The project I am currently focusing on is centred around a set of love letters that document a broken relationship I found concealed in some books in a charity shop. Considering the unique nature of this material, researching the Museum of Broken Relationships, a collection of personal artefacts coming from relationships that have fallen apart, feels relevant, as the material I am working with is similar to the materials stored in the museum.

The Museum of Broken Relationships sits between being a museum and an artwork. A collection of heartbreak memorabilia catalogued and displayed as a way for the artists who organised it, the donors of the artefacts and the general public to process their own heartbreak, an emotion that is rarely dealt with in a public forum.
One exhibit shown in the museum is a blinking red collar light, stored in a room titled “Resonance of Grief”. In a heartbreaking, emotionally intense description, the donor says, “My former partner took her own life a little over a year after we split up. Alone, in a hotel room. In a strange town. I am still alive, but… PS Please hang it blinking if you use it – it reminds me of a heartbeat. The battery can be replaced”.
Mary Hammond describes the collar: “After reading the personal story accompanying the object, the otherwise innocuous blinking light took on a new meaning, and I could feel the rhythm of it like a heartbeat now blinking on into eternity as a reminder of the lost life it represented … The object itself became re-filled with meaning and its material presence affected me with each flash of light. This affective potential is what makes the Museum of Broken Relationships unique among museums, even as it follows some conventional museum practices.” Here, Hammond describes an artefact that contains personal history being recontextualised through its placement in the museum. The intense emotions are captured, memorialised by an anonymous, vulnerable piece of writing, as well as the permanence of being a part of the museum’s collection.
The term “affective potential” is interesting to my own practice, it suggests that an artefact can contain within it the potential to be moving for a person. Perhaps it suggests that the affective response can vary depending on the person, but it could also suggest that the affective response can depend on the variation of how an artefact is recontextualised.
There are some separations in how I will be presenting artefacts of personal history and how the museum presents such items. The museum presents donated artefacts, whereas I will be presenting a found artefact; the question of ethics surrounding privacy comes into play here. Another difference is that most of the artefacts in the museum are preserved as they are, recontextualised through text, and their being part of the museum’s collection, I will be recontextualising my source material through the sonic and it being part of an exhibition.
Hammond, M.E., 2024. “Love in the Trenches”: Intimacy and Identification at the Museum of Broken Relationships (Doctoral dissertation, The University of North Carolina at Chapel Hill).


[Assignment]
Without including the pictures, copy out every line below.

(Stored records)
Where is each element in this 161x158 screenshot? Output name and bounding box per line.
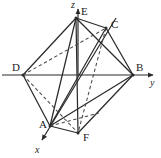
vertex-label-F: F — [83, 132, 89, 143]
axis-label-z: z — [71, 0, 75, 10]
vertex-label-C: C — [111, 19, 118, 30]
vertex-dot-A — [49, 125, 52, 128]
vertex-dot-E — [75, 17, 78, 20]
geometry-figure: A B C D E F z y x — [0, 0, 161, 158]
vertex-label-B: B — [136, 62, 143, 73]
vertex-dot-C — [105, 27, 108, 30]
vertex-dot-B — [132, 74, 135, 77]
edge-D-E — [23, 18, 76, 75]
edge-A-F — [50, 126, 78, 133]
vertex-dot-D — [22, 74, 25, 77]
vertex-dot-F — [77, 132, 80, 135]
figure-canvas — [0, 0, 161, 158]
axis-label-y: y — [150, 78, 154, 88]
vertex-label-E: E — [81, 6, 88, 17]
vertex-label-D: D — [12, 62, 20, 73]
edge-A-E — [50, 18, 76, 126]
axis-label-x: x — [35, 145, 39, 155]
vertex-label-A: A — [39, 119, 47, 130]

[Task output]
Where is each element in this 161x158 screenshot? Output name and bounding box per line.
vertex-label-F: F — [83, 132, 89, 143]
axis-label-z: z — [71, 0, 75, 10]
vertex-label-C: C — [111, 19, 118, 30]
vertex-dot-A — [49, 125, 52, 128]
vertex-dot-E — [75, 17, 78, 20]
geometry-figure: A B C D E F z y x — [0, 0, 161, 158]
vertex-label-B: B — [136, 62, 143, 73]
vertex-dot-C — [105, 27, 108, 30]
vertex-dot-B — [132, 74, 135, 77]
edge-D-E — [23, 18, 76, 75]
edge-A-F — [50, 126, 78, 133]
vertex-dot-D — [22, 74, 25, 77]
vertex-dot-F — [77, 132, 80, 135]
figure-canvas — [0, 0, 161, 158]
axis-label-y: y — [150, 78, 154, 88]
vertex-label-E: E — [81, 6, 88, 17]
vertex-label-D: D — [12, 62, 20, 73]
edge-A-E — [50, 18, 76, 126]
axis-label-x: x — [35, 145, 39, 155]
vertex-label-A: A — [39, 119, 47, 130]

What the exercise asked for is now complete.